I want to search out
the unsearchable,
to invoke in invisible
to choose the truths
the TV hypnotists aren't screening.

No camouflage,
no entourage,
no smoothly fitting in.
I want a faith that goes further than face value
and a beauty that goes deeper than my skin

I want to be untouched by my possessions
instead of being possessed by what I touch,
to test the taste
of having nothing to call mine,
to hold consumptions cravings back,
to be content with luck or lack,
to live as well on water as on wine.

I want to spend myself on those I think might need me,
not spend
all I think I need on myself.
I want my heart to be willing to make house calls.
Let those whose rope is at an end
Find in me a faithful friend.
Let me be known as one who rebuilds broken walls.

No camouflage,
no entourage
no smoothly fitting in.
I want a faith that goes further than face value
and a beauty that goes deeper than my skin

I want to be centred outside the circle,
to be chiselled from a different seam.
I want to be seduced by another story
and drawn into a deeper dream,
to be anchored in an undiscovered ocean,
to revolve around an unfamiliar sun,
to be boom box tuned to an alternate station,
a bullet fired from a different gun.

No camouflage,
no entourage,
no smoothly fitting in.
I want a faith that goes further than face value
and a beauty that goes deeper than my skin


I wanted to post this Poem for you.

It was written by Gerard Kelly in a book called 'Spoken Worship'.
It is meant to be read out loud...spoken in a way that brings both the speaker and all who listen into a fresh new experience of worship...
He encourages the public reading of these poems in every setting: Church services, home groups, personal times with God.

I hope you liked this one...and might seek to buy his book. I recommend it.


Kelly, G. Spoken Worship. Zondervan:Grand Rapids. (2007)

For your pleasure...this is the forward from Walter Brueggerman

'We have only the word, but the word will do. It will do because it is true that the poem shakes the empire, that the poem heals and transforms and rescues, the poem enters like a thief in the night and gives new life, fresh from the word and from nowhere else. There are many pressures to quiet the text, to slience this deposit of dangerous speech, to halt this outrageous practice of speaking alternative possibility.

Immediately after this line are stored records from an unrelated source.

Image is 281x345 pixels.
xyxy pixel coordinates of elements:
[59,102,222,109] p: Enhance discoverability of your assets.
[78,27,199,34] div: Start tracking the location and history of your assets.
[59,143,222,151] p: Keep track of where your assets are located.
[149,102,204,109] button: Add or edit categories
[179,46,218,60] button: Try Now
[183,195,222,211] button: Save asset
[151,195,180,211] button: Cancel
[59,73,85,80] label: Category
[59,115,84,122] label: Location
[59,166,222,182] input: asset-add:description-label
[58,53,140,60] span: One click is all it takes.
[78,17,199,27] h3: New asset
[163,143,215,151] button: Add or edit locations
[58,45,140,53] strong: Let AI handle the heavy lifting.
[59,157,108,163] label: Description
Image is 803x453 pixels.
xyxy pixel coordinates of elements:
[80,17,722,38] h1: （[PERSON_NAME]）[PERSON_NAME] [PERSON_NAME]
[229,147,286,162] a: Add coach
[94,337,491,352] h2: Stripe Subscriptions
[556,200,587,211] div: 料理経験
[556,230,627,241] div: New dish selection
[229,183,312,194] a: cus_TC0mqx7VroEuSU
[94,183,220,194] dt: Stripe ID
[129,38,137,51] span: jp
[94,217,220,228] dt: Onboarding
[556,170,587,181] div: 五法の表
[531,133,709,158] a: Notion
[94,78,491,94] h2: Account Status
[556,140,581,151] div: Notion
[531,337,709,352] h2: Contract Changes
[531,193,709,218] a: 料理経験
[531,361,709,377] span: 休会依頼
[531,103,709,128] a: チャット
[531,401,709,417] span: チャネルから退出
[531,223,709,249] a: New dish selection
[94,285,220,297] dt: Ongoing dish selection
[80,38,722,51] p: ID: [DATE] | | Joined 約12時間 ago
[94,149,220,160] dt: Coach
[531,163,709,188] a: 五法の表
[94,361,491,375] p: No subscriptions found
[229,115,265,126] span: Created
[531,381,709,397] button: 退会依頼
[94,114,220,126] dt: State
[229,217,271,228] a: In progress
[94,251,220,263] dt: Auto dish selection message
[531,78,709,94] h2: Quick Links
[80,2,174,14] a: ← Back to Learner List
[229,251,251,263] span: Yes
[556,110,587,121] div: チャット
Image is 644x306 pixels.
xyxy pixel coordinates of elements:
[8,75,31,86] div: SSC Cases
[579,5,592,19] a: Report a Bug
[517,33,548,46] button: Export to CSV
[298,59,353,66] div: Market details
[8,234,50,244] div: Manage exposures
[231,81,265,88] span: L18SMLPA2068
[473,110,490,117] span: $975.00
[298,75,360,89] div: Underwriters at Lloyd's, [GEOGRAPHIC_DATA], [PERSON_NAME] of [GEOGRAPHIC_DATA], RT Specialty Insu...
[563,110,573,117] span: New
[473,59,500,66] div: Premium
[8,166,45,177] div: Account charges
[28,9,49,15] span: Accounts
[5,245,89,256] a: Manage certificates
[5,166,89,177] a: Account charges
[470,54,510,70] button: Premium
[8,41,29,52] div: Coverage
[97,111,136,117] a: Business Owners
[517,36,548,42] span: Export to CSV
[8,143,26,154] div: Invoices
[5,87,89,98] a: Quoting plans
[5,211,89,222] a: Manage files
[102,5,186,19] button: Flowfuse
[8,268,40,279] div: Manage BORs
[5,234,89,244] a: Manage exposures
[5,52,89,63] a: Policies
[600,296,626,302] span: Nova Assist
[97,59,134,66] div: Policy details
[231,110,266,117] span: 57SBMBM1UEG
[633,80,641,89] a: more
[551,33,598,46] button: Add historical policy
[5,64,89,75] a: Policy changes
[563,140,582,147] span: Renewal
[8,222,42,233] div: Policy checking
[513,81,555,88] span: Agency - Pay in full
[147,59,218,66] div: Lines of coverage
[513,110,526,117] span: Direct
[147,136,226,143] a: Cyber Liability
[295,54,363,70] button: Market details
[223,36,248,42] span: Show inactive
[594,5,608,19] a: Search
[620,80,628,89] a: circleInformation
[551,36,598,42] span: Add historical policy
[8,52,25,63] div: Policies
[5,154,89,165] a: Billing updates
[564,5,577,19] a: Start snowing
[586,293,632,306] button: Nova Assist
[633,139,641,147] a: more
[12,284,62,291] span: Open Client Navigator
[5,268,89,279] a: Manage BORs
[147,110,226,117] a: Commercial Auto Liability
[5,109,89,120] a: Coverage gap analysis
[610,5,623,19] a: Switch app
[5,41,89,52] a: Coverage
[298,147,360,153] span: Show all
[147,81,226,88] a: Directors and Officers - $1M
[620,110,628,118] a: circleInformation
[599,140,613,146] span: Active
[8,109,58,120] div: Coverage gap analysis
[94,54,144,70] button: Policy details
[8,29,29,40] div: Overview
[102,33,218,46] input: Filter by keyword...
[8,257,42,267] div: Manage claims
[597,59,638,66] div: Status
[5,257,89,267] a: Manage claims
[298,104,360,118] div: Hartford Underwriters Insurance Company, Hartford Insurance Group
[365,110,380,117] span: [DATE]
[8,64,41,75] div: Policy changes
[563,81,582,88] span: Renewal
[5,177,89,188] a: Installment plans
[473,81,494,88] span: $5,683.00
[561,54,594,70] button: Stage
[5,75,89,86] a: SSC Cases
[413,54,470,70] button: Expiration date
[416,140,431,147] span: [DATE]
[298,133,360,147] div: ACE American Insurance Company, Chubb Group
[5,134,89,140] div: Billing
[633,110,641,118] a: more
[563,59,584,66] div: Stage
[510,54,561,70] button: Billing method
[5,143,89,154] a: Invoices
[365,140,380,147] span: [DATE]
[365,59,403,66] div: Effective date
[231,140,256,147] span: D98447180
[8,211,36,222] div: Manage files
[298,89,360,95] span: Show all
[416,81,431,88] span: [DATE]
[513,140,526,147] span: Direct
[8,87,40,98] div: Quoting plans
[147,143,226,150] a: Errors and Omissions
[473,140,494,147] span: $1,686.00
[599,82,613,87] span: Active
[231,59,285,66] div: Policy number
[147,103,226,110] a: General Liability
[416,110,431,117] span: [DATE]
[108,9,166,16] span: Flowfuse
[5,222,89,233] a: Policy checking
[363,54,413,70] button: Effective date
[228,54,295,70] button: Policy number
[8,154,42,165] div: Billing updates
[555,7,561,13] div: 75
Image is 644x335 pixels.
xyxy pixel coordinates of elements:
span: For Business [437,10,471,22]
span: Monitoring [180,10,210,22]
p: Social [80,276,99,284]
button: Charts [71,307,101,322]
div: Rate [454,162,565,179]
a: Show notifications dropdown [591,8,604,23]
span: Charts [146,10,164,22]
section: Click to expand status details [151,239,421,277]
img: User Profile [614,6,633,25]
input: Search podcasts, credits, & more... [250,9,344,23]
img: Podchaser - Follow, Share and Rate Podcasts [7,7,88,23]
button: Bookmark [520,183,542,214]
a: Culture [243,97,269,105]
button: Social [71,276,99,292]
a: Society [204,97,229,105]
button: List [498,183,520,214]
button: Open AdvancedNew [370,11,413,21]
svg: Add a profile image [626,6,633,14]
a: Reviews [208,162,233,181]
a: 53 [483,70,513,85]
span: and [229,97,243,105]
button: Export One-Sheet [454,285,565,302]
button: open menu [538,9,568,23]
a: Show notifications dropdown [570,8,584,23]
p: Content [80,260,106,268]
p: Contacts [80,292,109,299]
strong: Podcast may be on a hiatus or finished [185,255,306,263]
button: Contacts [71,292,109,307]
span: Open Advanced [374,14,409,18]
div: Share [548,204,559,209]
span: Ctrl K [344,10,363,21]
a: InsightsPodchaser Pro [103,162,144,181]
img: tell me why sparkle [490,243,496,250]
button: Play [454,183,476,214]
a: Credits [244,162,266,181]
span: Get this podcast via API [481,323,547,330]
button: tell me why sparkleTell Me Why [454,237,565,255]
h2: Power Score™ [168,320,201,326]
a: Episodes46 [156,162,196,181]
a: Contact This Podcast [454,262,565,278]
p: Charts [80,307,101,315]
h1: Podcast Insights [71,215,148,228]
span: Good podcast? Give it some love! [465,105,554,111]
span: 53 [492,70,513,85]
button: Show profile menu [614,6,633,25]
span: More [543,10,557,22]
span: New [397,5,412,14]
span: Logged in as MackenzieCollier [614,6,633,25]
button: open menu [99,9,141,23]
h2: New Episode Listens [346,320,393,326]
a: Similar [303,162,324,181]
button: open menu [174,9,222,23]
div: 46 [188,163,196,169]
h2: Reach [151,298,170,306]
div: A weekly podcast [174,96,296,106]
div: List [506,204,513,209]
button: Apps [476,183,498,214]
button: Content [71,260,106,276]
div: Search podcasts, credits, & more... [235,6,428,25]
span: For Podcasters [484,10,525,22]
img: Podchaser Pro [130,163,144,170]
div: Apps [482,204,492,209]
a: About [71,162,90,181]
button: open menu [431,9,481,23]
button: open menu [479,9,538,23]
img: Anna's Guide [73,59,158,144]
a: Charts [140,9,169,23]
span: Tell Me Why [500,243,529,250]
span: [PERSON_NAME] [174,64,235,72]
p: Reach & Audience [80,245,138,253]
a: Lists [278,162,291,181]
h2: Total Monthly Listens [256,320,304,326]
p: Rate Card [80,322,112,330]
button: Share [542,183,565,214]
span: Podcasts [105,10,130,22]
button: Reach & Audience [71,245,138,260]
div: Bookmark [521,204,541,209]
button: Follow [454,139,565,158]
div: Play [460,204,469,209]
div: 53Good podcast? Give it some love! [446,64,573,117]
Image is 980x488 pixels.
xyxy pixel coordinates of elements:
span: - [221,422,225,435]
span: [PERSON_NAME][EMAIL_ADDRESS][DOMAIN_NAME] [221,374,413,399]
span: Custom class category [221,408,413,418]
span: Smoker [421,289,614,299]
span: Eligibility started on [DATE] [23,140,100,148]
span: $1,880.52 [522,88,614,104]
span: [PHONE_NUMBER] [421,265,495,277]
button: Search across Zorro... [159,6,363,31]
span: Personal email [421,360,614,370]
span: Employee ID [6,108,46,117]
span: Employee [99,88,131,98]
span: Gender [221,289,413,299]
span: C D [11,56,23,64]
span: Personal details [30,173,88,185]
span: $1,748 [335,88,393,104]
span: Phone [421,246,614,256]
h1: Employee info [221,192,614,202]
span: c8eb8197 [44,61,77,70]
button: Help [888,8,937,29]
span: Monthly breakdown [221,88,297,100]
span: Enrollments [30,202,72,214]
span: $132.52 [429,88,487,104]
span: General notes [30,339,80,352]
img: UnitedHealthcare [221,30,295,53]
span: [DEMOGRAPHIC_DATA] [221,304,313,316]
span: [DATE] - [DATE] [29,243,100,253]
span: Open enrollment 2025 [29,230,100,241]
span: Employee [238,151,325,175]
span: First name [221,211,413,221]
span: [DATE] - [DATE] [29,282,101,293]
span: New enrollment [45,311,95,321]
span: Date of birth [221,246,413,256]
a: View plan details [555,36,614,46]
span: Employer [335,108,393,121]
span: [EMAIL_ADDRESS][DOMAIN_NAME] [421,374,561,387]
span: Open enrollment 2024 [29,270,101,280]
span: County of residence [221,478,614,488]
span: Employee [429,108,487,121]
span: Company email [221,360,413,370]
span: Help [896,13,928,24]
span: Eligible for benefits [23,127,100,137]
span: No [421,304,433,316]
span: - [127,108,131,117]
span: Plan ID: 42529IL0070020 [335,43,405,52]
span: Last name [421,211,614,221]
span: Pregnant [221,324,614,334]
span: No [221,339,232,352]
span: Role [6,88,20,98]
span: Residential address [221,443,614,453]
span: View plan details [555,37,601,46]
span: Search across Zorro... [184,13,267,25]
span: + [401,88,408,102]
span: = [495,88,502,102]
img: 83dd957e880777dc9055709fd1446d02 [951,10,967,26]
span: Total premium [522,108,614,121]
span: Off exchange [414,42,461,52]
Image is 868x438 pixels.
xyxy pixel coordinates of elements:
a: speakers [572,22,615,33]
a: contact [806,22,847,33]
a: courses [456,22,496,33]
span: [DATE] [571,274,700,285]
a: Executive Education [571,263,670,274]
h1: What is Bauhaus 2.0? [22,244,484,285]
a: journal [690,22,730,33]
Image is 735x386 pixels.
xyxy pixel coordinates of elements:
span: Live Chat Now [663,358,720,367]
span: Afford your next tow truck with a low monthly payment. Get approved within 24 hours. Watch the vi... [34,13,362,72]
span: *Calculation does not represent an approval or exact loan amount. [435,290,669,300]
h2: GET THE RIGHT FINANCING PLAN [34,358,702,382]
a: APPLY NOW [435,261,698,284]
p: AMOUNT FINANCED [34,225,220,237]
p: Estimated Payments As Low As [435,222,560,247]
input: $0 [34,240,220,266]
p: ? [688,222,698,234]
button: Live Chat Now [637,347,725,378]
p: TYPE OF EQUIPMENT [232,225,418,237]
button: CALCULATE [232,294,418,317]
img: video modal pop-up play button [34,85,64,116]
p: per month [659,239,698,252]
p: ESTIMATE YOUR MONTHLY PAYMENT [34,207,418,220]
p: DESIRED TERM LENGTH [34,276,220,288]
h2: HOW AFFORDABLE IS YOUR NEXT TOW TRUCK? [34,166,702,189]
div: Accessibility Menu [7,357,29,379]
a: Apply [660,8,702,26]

The poems, however, refuse such silence. They will sound. They sound through preachers who risk beyond prose. In the act of such risk, power is released, newness is evoked, God is Praised.

Walter Brueggerman, Finally Comes the Poet

So what does all this mean?



Our world is moving fast...very fast. How do we ever keep up? Are we even supposed too?
What are the implications of all this for the future of the Church in Australia...the future of the church in the West for that matter?

I think we need to take all this seriously and ask the question posed in the this video (thanks to those who produced it)...So whatt does it all mean? Perhaps it is necessary to begin to 'think tank' all this in our churches.

I was reading a book last night from Soong-Chan Rah called 'The Next Evangelicalism'. In this book he points out that global Christianity is shifting away from the West to the South and the East. He highlights that while some parts of Western Christianity are in decline others are experiencing transformation growth as a result of increasing globalization...Spiritual renewal is happening on corners and margins not always noticed by those in the centre.

Would we do well here in Australia to heed the words of Rah and escape our captivity to Western Cultural trappings such as Individualism, Hyper-Reality, Materialism & Consumerism also... and to embrace a more multi-ethnic evangelicalism and one that is content to live as well on water as on wine.

Rah, S.C. The Next Evangelicalism. IVP:Illinois (2009)
I first saw this video at a SABU Assembly in October.

Monday, November 16, 2009

Who do we work for?

http://www.youtube.com/watch?v=ZO7ZWfvCjBE&feature=related

My friend and colleague Pastor, Scott Berry, shared this song once at a Staff retreat as a reflection piece. I thought it was worth sharing with others...It is worth a listen for any Pastor.